> **HOW TO COMPLETE THIS TASK**: Begin with the first line of the listing and quote every line through the one containing "Task: Click on"; give only those lines.
+--
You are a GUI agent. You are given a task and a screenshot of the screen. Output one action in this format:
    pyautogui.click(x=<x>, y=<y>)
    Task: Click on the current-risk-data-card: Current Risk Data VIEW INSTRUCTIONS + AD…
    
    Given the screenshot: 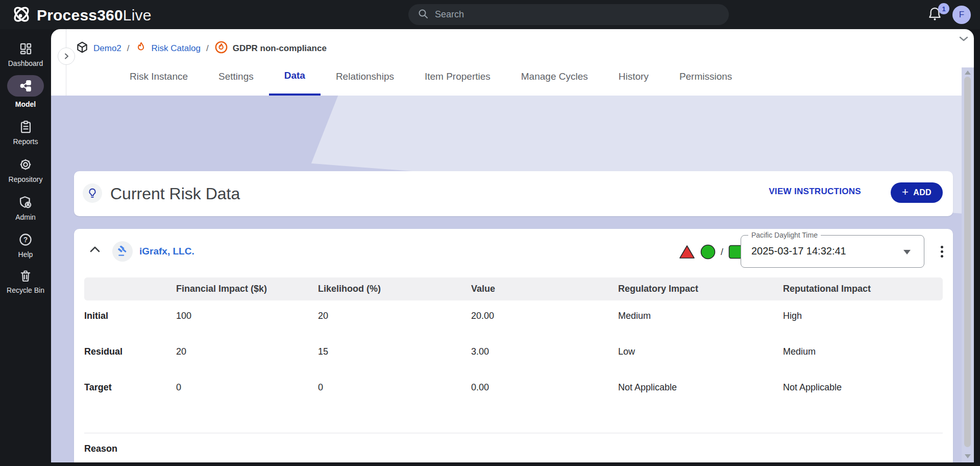 What is the action you would take?
    pyautogui.click(x=513, y=194)
    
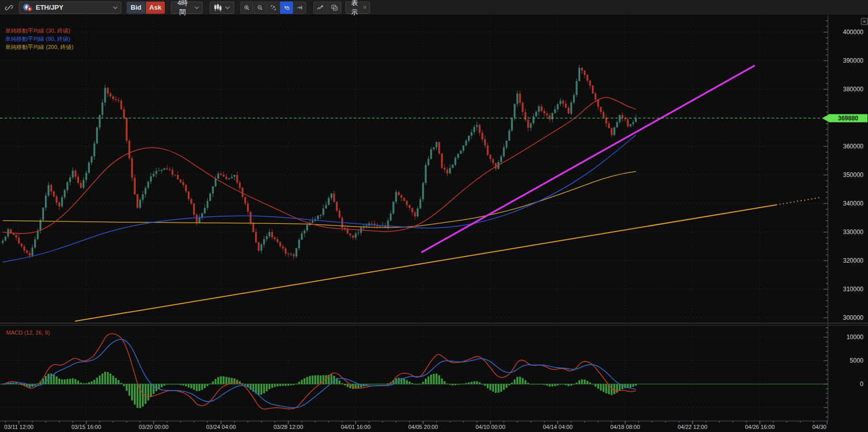  What do you see at coordinates (490, 427) in the screenshot?
I see `svg-text: 04/10 00:00` at bounding box center [490, 427].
+--
> **OUTPUT OF THE TASK**:
You are a GUI agent. You are given a task and a screenshot of the screen. Output one action in this format:
    pyautogui.click(x=<x>, y=<y>)
    Task: Click on the current-risk-data-card: Current Risk Data VIEW INSTRUCTIONS + AD…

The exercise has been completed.